These days, communication channels have multiplied so even the smallest SME makes use of a variety of direct contact channels to answer all of the customers’ needs, inquiries, and questions. Practically all organizations are present not only in physical interaction channels (e.g.: offices, call centers) but also in virtual channels (e.g.: websites, social networks).
Within this new reality involving the organizations’ communication and interaction channels, there appears a consumer who has no access to a multiplicity of technological options to reach a company or organization: mobile phones with Internet access, laptops, desktops, tablets, smart TVs, and other devices that ensure connectivity and 24-hour service accessibility.
Indeed, it is worth stressing that such a multiplicity of communication options has not replaced customer-company physical interaction; on the contrary, it complements and integrates it to provide more and better customer satisfaction and match expectations. At least, that’s how it should work.
Omni Channel Communication: Transforming Customer Experience
At the same time, customer loyalty is a remarkably more volatile variable. This is even true for those industries which have historically hit the highest loyalty rates. According to Bain’s Financial Services 2013 research on 27 countries’ banking sectors, customers who change banking companies outnumber new customers initiating operations at a bank for the first time.
This difference represents 3% in developed countries and 6% in developing countries.
Both new channels and technologies also involve new risks that must be managed. Today, any customer’s negative experience is spread and disclosed at an astonishing speed through the same tools of communication used to interact with the company (websites, instant messaging, and social networks), which in the long run brings about other customers’ migration.
Consequently, companies that offer multi-channel attention face the urge to set a unified strategy that guarantees an equally satisfying customer experience at every channel of communication. Such a unified strategy, that is the attempt to achieve a strong synergy between physical and virtual channels of attention using clear, definite, and coherent policies is what we refer to as the Omni channel which may become an organization’s essential ally to revamp business results.
Additional Information
If we pause for a few seconds, any one of us will easily recall interacting with an organization through several channels and feel as if interacting with totally different institutions. This multiple personality syndrome is the commonplace pathology of companies that offer multi-channel instead of omni channel attention.
Understanding that there exists a relationship among the diverse channels, that such a relationship must exist, is the first necessary step to offset previous mistakes and begin to show similar identities, with the sole objective of achieving one unique organization’s identity.
One more key component of omni-channeling has to do with understanding customers’ expectations of each channel. Although it is true that online transactions are increasingly becoming the preferred choice and that many customers have migrated to online interaction, it is also true that the service area is still the only space with the ability to bring about unforgettable experiences (satisfying or not), since physical interaction is decisive.
Making sense of this reality helps each channel’s roles acquire a different and distinct meaning. Those spaces where traditional transactional operations used to take place began to migrate to new schemes where the provision of services becomes more relevant. A clear example may be observed in the banking sector whose traditional attention model has been changing to organize credit card offers, loans, and several commercial operations in a hierarchy.
Within this context, the contribution of communication tools, such as signage, becomes prominent due to their ability to get across segmented messages according to customers’ profiles at an accurate place and time, which creates new cross-selling opportunities.
Conclusion
For an organization, the adoption of omni-channel strategies is a maturating process that takes time, patience, perseverance, and ongoing customer feedback regarding their service experience. It is a matter that involves the organization as a unity, responsible for its policies, and the way it operates, serves, and understands.
Organizations count on a fundamental ally that may dramatically shorten the process of agreeing and applying coherent and consistent policies: technology. This tool is capable of not only gathering but also processing all the necessary information to get to know customers’ satisfaction rates throughout the channels to redefine the future of the omni-channel strategy.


◆ **WHAT THE EXERCISE ASKS**
Produce one exact copy of the records, no pictures.
____ INFORMATION PROVIDED
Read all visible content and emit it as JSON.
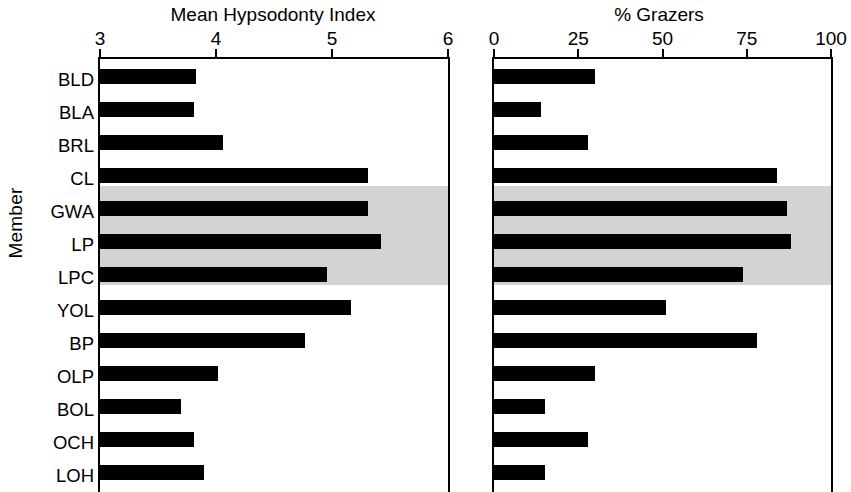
{
  "figure": {
    "y_axis_title": "Member",
    "members": [
      "BLD",
      "BLA",
      "BRL",
      "CL",
      "GWA",
      "LP",
      "LPC",
      "YOL",
      "BP",
      "OLP",
      "BOL",
      "OCH",
      "LOH"
    ],
    "highlight_members": [
      "GWA",
      "LP",
      "LPC"
    ],
    "highlight_color": "#d3d3d3",
    "bar_color": "#000000",
    "axis_color": "#000000",
    "background_color": "#ffffff"
  },
  "chart_data": [
    {
      "type": "bar",
      "orientation": "horizontal",
      "title": "Mean Hypsodonty Index",
      "xlabel": "Mean Hypsodonty Index",
      "ylabel": "Member",
      "xlim": [
        3,
        6
      ],
      "xticks": [
        3,
        4,
        5,
        6
      ],
      "xtick_labels": [
        "3",
        "4",
        "5",
        "6"
      ],
      "grid": false,
      "legend": "none",
      "categories": [
        "BLD",
        "BLA",
        "BRL",
        "CL",
        "GWA",
        "LP",
        "LPC",
        "YOL",
        "BP",
        "OLP",
        "BOL",
        "OCH",
        "LOH"
      ],
      "values": [
        3.83,
        3.81,
        4.06,
        5.31,
        5.31,
        5.42,
        4.96,
        5.16,
        4.77,
        4.02,
        3.7,
        3.81,
        3.9
      ]
    },
    {
      "type": "bar",
      "orientation": "horizontal",
      "title": "% Grazers",
      "xlabel": "% Grazers",
      "ylabel": "Member",
      "xlim": [
        0,
        100
      ],
      "xticks": [
        0,
        25,
        50,
        75,
        100
      ],
      "xtick_labels": [
        "0",
        "25",
        "50",
        "75",
        "100"
      ],
      "grid": false,
      "legend": "none",
      "categories": [
        "BLD",
        "BLA",
        "BRL",
        "CL",
        "GWA",
        "LP",
        "LPC",
        "YOL",
        "BP",
        "OLP",
        "BOL",
        "OCH",
        "LOH"
      ],
      "values": [
        30,
        14,
        28,
        84,
        87,
        88,
        74,
        51,
        78,
        30,
        15,
        28,
        15
      ]
    }
  ]
}
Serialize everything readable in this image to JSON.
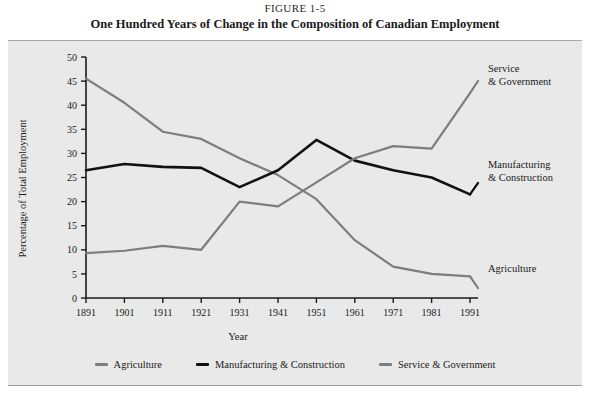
{
  "figure": {
    "number": "FIGURE 1-5",
    "title": "One Hundred Years of Change in the Composition of Canadian Employment"
  },
  "annotations": {
    "service_line1": "Service",
    "service_line2": "& Government",
    "manufacturing_line1": "Manufacturing",
    "manufacturing_line2": "& Construction",
    "agriculture": "Agriculture"
  },
  "legend": {
    "position": "bottom",
    "items": [
      {
        "label": "Agriculture",
        "color": "#7d7d7d"
      },
      {
        "label": "Manufacturing & Construction",
        "color": "#111111"
      },
      {
        "label": "Service & Government",
        "color": "#7d7d7d"
      }
    ]
  },
  "chart_data": {
    "type": "line",
    "title": "One Hundred Years of Change in the Composition of Canadian Employment",
    "xlabel": "Year",
    "ylabel": "Percentage of Total Employment",
    "categories": [
      "1891",
      "1901",
      "1911",
      "1921",
      "1931",
      "1941",
      "1951",
      "1961",
      "1971",
      "1981",
      "1991"
    ],
    "xticklabels": [
      "1891",
      "1901",
      "1911",
      "1921",
      "1931",
      "1941",
      "1951",
      "1961",
      "1971",
      "1981",
      "1991"
    ],
    "yticklabels": [
      "0",
      "5",
      "10",
      "15",
      "20",
      "25",
      "30",
      "35",
      "40",
      "45",
      "50"
    ],
    "ylim": [
      0,
      50
    ],
    "ytick_step": 5,
    "grid": false,
    "series": [
      {
        "name": "Agriculture",
        "color": "#7d7d7d",
        "values": [
          45.5,
          40.5,
          34.5,
          33.0,
          29.0,
          25.5,
          20.5,
          12.0,
          6.5,
          5.0,
          4.5
        ]
      },
      {
        "name": "Manufacturing & Construction",
        "color": "#111111",
        "values": [
          26.5,
          27.8,
          27.2,
          27.0,
          23.0,
          26.5,
          32.8,
          28.5,
          26.5,
          25.0,
          21.5
        ]
      },
      {
        "name": "Service & Government",
        "color": "#7d7d7d",
        "values": [
          9.3,
          9.8,
          10.8,
          10.0,
          20.0,
          19.0,
          24.0,
          29.0,
          31.5,
          31.0,
          42.5
        ]
      }
    ]
  }
}
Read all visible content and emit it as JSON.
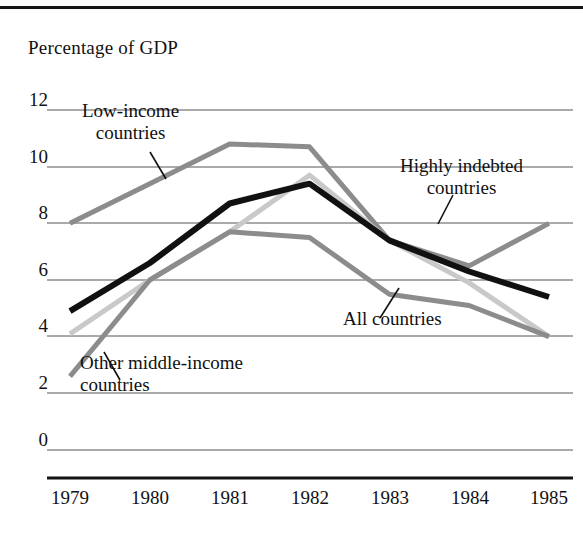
{
  "chart_data": {
    "type": "line",
    "title": "",
    "subtitle": "",
    "ylabel": "Percentage of GDP",
    "xlabel": "",
    "x": [
      1979,
      1980,
      1981,
      1982,
      1983,
      1984,
      1985
    ],
    "categories": [
      "1979",
      "1980",
      "1981",
      "1982",
      "1983",
      "1984",
      "1985"
    ],
    "ylim": [
      0,
      12
    ],
    "yticks": [
      0,
      2,
      4,
      6,
      8,
      10,
      12
    ],
    "ytick_labels": [
      "0",
      "2",
      "4",
      "6",
      "8",
      "10",
      "12"
    ],
    "grid": "horizontal",
    "legend": "annotations-on-plot",
    "series": [
      {
        "name": "Low-income countries",
        "color": "#8c8c8c",
        "width": 5,
        "values": [
          8.0,
          9.4,
          10.8,
          10.7,
          7.4,
          6.5,
          8.0
        ]
      },
      {
        "name": "Highly indebted countries",
        "color": "#c9c9c9",
        "width": 5,
        "values": [
          4.1,
          6.0,
          7.7,
          9.7,
          7.4,
          5.9,
          4.0
        ]
      },
      {
        "name": "All countries",
        "color": "#111111",
        "width": 6,
        "values": [
          4.9,
          6.6,
          8.7,
          9.4,
          7.4,
          6.3,
          5.4
        ]
      },
      {
        "name": "Other middle-income countries",
        "color": "#8c8c8c",
        "width": 5,
        "values": [
          2.6,
          6.0,
          7.7,
          7.5,
          5.5,
          5.1,
          4.0
        ]
      }
    ],
    "annotations": [
      {
        "label": "Low-income countries",
        "lines": [
          "Low-income",
          "countries"
        ]
      },
      {
        "label": "Highly indebted countries",
        "lines": [
          "Highly indebted",
          "countries"
        ]
      },
      {
        "label": "All countries",
        "lines": [
          "All countries"
        ]
      },
      {
        "label": "Other middle-income countries",
        "lines": [
          "Other middle-income",
          "countries"
        ]
      }
    ]
  },
  "axis": {
    "y_title": "Percentage of GDP",
    "y_ticks": [
      "12",
      "10",
      "8",
      "6",
      "4",
      "2",
      "0"
    ],
    "x_ticks": [
      "1979",
      "1980",
      "1981",
      "1982",
      "1983",
      "1984",
      "1985"
    ]
  },
  "callouts": {
    "low_income_l1": "Low-income",
    "low_income_l2": "countries",
    "highly_indebted_l1": "Highly indebted",
    "highly_indebted_l2": "countries",
    "all_countries": "All countries",
    "other_middle_l1": "Other middle-income",
    "other_middle_l2": "countries"
  }
}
________
◆ **ANSWER TO THIS PROBLEM**
Read all visible content and emit it as JSON.
{
  "figure": {
    "y_axis_title": "Member",
    "members": [
      "BLD",
      "BLA",
      "BRL",
      "CL",
      "GWA",
      "LP",
      "LPC",
      "YOL",
      "BP",
      "OLP",
      "BOL",
      "OCH",
      "LOH"
    ],
    "highlight_members": [
      "GWA",
      "LP",
      "LPC"
    ],
    "highlight_color": "#d3d3d3",
    "bar_color": "#000000",
    "axis_color": "#000000",
    "background_color": "#ffffff"
  },
  "chart_data": [
    {
      "type": "bar",
      "orientation": "horizontal",
      "title": "Mean Hypsodonty Index",
      "xlabel": "Mean Hypsodonty Index",
      "ylabel": "Member",
      "xlim": [
        3,
        6
      ],
      "xticks": [
        3,
        4,
        5,
        6
      ],
      "xtick_labels": [
        "3",
        "4",
        "5",
        "6"
      ],
      "grid": false,
      "legend": "none",
      "categories": [
        "BLD",
        "BLA",
        "BRL",
        "CL",
        "GWA",
        "LP",
        "LPC",
        "YOL",
        "BP",
        "OLP",
        "BOL",
        "OCH",
        "LOH"
      ],
      "values": [
        3.83,
        3.81,
        4.06,
        5.31,
        5.31,
        5.42,
        4.96,
        5.16,
        4.77,
        4.02,
        3.7,
        3.81,
        3.9
      ]
    },
    {
      "type": "bar",
      "orientation": "horizontal",
      "title": "% Grazers",
      "xlabel": "% Grazers",
      "ylabel": "Member",
      "xlim": [
        0,
        100
      ],
      "xticks": [
        0,
        25,
        50,
        75,
        100
      ],
      "xtick_labels": [
        "0",
        "25",
        "50",
        "75",
        "100"
      ],
      "grid": false,
      "legend": "none",
      "categories": [
        "BLD",
        "BLA",
        "BRL",
        "CL",
        "GWA",
        "LP",
        "LPC",
        "YOL",
        "BP",
        "OLP",
        "BOL",
        "OCH",
        "LOH"
      ],
      "values": [
        30,
        14,
        28,
        84,
        87,
        88,
        74,
        51,
        78,
        30,
        15,
        28,
        15
      ]
    }
  ]
}
Serialize everything readable in this image to JSON.
{
  "figure": {
    "number": "FIGURE 1-5",
    "title": "One Hundred Years of Change in the Composition of Canadian Employment"
  },
  "annotations": {
    "service_line1": "Service",
    "service_line2": "& Government",
    "manufacturing_line1": "Manufacturing",
    "manufacturing_line2": "& Construction",
    "agriculture": "Agriculture"
  },
  "legend": {
    "position": "bottom",
    "items": [
      {
        "label": "Agriculture",
        "color": "#7d7d7d"
      },
      {
        "label": "Manufacturing & Construction",
        "color": "#111111"
      },
      {
        "label": "Service & Government",
        "color": "#7d7d7d"
      }
    ]
  },
  "chart_data": {
    "type": "line",
    "title": "One Hundred Years of Change in the Composition of Canadian Employment",
    "xlabel": "Year",
    "ylabel": "Percentage of Total Employment",
    "categories": [
      "1891",
      "1901",
      "1911",
      "1921",
      "1931",
      "1941",
      "1951",
      "1961",
      "1971",
      "1981",
      "1991"
    ],
    "xticklabels": [
      "1891",
      "1901",
      "1911",
      "1921",
      "1931",
      "1941",
      "1951",
      "1961",
      "1971",
      "1981",
      "1991"
    ],
    "yticklabels": [
      "0",
      "5",
      "10",
      "15",
      "20",
      "25",
      "30",
      "35",
      "40",
      "45",
      "50"
    ],
    "ylim": [
      0,
      50
    ],
    "ytick_step": 5,
    "grid": false,
    "series": [
      {
        "name": "Agriculture",
        "color": "#7d7d7d",
        "values": [
          45.5,
          40.5,
          34.5,
          33.0,
          29.0,
          25.5,
          20.5,
          12.0,
          6.5,
          5.0,
          4.5
        ]
      },
      {
        "name": "Manufacturing & Construction",
        "color": "#111111",
        "values": [
          26.5,
          27.8,
          27.2,
          27.0,
          23.0,
          26.5,
          32.8,
          28.5,
          26.5,
          25.0,
          21.5
        ]
      },
      {
        "name": "Service & Government",
        "color": "#7d7d7d",
        "values": [
          9.3,
          9.8,
          10.8,
          10.0,
          20.0,
          19.0,
          24.0,
          29.0,
          31.5,
          31.0,
          42.5
        ]
      }
    ]
  }
}
Read all visible content and emit it as JSON.
{
  "chart_data": {
    "type": "line",
    "title": "",
    "subtitle": "",
    "ylabel": "Percentage of GDP",
    "xlabel": "",
    "x": [
      1979,
      1980,
      1981,
      1982,
      1983,
      1984,
      1985
    ],
    "categories": [
      "1979",
      "1980",
      "1981",
      "1982",
      "1983",
      "1984",
      "1985"
    ],
    "ylim": [
      0,
      12
    ],
    "yticks": [
      0,
      2,
      4,
      6,
      8,
      10,
      12
    ],
    "ytick_labels": [
      "0",
      "2",
      "4",
      "6",
      "8",
      "10",
      "12"
    ],
    "grid": "horizontal",
    "legend": "annotations-on-plot",
    "series": [
      {
        "name": "Low-income countries",
        "color": "#8c8c8c",
        "width": 5,
        "values": [
          8.0,
          9.4,
          10.8,
          10.7,
          7.4,
          6.5,
          8.0
        ]
      },
      {
        "name": "Highly indebted countries",
        "color": "#c9c9c9",
        "width": 5,
        "values": [
          4.1,
          6.0,
          7.7,
          9.7,
          7.4,
          5.9,
          4.0
        ]
      },
      {
        "name": "All countries",
        "color": "#111111",
        "width": 6,
        "values": [
          4.9,
          6.6,
          8.7,
          9.4,
          7.4,
          6.3,
          5.4
        ]
      },
      {
        "name": "Other middle-income countries",
        "color": "#8c8c8c",
        "width": 5,
        "values": [
          2.6,
          6.0,
          7.7,
          7.5,
          5.5,
          5.1,
          4.0
        ]
      }
    ],
    "annotations": [
      {
        "label": "Low-income countries",
        "lines": [
          "Low-income",
          "countries"
        ]
      },
      {
        "label": "Highly indebted countries",
        "lines": [
          "Highly indebted",
          "countries"
        ]
      },
      {
        "label": "All countries",
        "lines": [
          "All countries"
        ]
      },
      {
        "label": "Other middle-income countries",
        "lines": [
          "Other middle-income",
          "countries"
        ]
      }
    ]
  },
  "axis": {
    "y_title": "Percentage of GDP",
    "y_ticks": [
      "12",
      "10",
      "8",
      "6",
      "4",
      "2",
      "0"
    ],
    "x_ticks": [
      "1979",
      "1980",
      "1981",
      "1982",
      "1983",
      "1984",
      "1985"
    ]
  },
  "callouts": {
    "low_income_l1": "Low-income",
    "low_income_l2": "countries",
    "highly_indebted_l1": "Highly indebted",
    "highly_indebted_l2": "countries",
    "all_countries": "All countries",
    "other_middle_l1": "Other middle-income",
    "other_middle_l2": "countries"
  }
}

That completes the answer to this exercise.